[Quick Summary: When news breaks that a feared felon is returning to town, the recently married Marshal Doane puts his future on hold to scrounge up a volunteer posse, but no one will step up.]
What are my biggest pet peeves?
1) Chase/fight/action scenes that are emotional wastelands. (AUUGH!)
2) On the nose dialogue. (AUUUUUUUGH!)
Luckily, "High Noon" has:
1) Chase/fight/action scenes loaded with emotion.
2) Dialogue that is real. (Not caricatured with gunslinger sayings.)
ex. "Doane watches the Judge make his saddlebags and books secure. Mettrick gives the straps a final tug, hesitates, then turns to face Doan.
[Mettrick isn't just leaving physically. He's abandoning his friend who is in desperate need.]
METTRICK: Goodbye, Will...
DOANE (flatly): Goodbye.
[Subtexted. What else do you say to someone who is about to send you to the dogs?]
Mettrick is horribly ashamed. Doane tries to hid his own sick, still somewhat dazed shock and disappointment.
[These reaction shots to the other character give the reader a sense of uneasy, roiling emotions.]
WHAT I'VE LEARNED: Emotion should show through the action.
And the Western flavored dialogue was based more in attitude in than because of any particular words.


◆ **Work instruction**
Would you retype every record below exactly as written?
### Available data
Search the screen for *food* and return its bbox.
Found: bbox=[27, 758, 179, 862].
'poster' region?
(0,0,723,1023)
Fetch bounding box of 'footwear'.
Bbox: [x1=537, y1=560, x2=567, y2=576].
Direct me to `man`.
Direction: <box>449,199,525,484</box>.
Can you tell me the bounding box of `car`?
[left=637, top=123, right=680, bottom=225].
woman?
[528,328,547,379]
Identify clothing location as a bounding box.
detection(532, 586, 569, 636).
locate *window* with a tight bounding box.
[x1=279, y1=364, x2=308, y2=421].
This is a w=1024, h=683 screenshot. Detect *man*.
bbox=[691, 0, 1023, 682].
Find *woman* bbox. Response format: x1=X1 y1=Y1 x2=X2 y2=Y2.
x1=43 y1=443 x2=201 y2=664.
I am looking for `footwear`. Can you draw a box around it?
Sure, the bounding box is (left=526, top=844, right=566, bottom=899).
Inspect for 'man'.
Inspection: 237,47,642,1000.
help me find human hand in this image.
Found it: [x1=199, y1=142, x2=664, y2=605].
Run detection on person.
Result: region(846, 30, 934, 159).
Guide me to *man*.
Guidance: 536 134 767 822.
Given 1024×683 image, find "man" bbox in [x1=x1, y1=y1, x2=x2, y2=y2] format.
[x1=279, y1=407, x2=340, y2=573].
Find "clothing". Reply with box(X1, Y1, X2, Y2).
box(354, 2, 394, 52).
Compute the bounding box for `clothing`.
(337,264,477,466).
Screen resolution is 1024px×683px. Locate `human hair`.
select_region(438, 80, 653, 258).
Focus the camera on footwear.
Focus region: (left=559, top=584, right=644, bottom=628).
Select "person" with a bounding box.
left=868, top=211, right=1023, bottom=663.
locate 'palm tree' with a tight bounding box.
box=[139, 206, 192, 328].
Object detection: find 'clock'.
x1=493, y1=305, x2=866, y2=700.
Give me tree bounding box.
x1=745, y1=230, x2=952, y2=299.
######
◆ **Reply to the exercise**
Search the screen for *food* and return its bbox.
Found: bbox=[27, 758, 179, 862].
'poster' region?
(0,0,723,1023)
Fetch bounding box of 'footwear'.
Bbox: [x1=537, y1=560, x2=567, y2=576].
Direct me to `man`.
Direction: <box>449,199,525,484</box>.
Can you tell me the bounding box of `car`?
[left=637, top=123, right=680, bottom=225].
woman?
[528,328,547,379]
Identify clothing location as a bounding box.
detection(532, 586, 569, 636).
locate *window* with a tight bounding box.
[x1=279, y1=364, x2=308, y2=421].
This is a w=1024, h=683 screenshot. Detect *man*.
bbox=[691, 0, 1023, 682].
Find *woman* bbox. Response format: x1=X1 y1=Y1 x2=X2 y2=Y2.
x1=43 y1=443 x2=201 y2=664.
I am looking for `footwear`. Can you draw a box around it?
Sure, the bounding box is (left=526, top=844, right=566, bottom=899).
Inspect for 'man'.
Inspection: 237,47,642,1000.
help me find human hand in this image.
Found it: [x1=199, y1=142, x2=664, y2=605].
Run detection on person.
Result: region(846, 30, 934, 159).
Guide me to *man*.
Guidance: 536 134 767 822.
Given 1024×683 image, find "man" bbox in [x1=x1, y1=y1, x2=x2, y2=y2] format.
[x1=279, y1=407, x2=340, y2=573].
Find "clothing". Reply with box(X1, Y1, X2, Y2).
box(354, 2, 394, 52).
Compute the bounding box for `clothing`.
(337,264,477,466).
Screen resolution is 1024px×683px. Locate `human hair`.
select_region(438, 80, 653, 258).
Focus the camera on footwear.
Focus region: (left=559, top=584, right=644, bottom=628).
Select "person" with a bounding box.
left=868, top=211, right=1023, bottom=663.
locate 'palm tree' with a tight bounding box.
box=[139, 206, 192, 328].
Object detection: find 'clock'.
x1=493, y1=305, x2=866, y2=700.
Give me tree bounding box.
x1=745, y1=230, x2=952, y2=299.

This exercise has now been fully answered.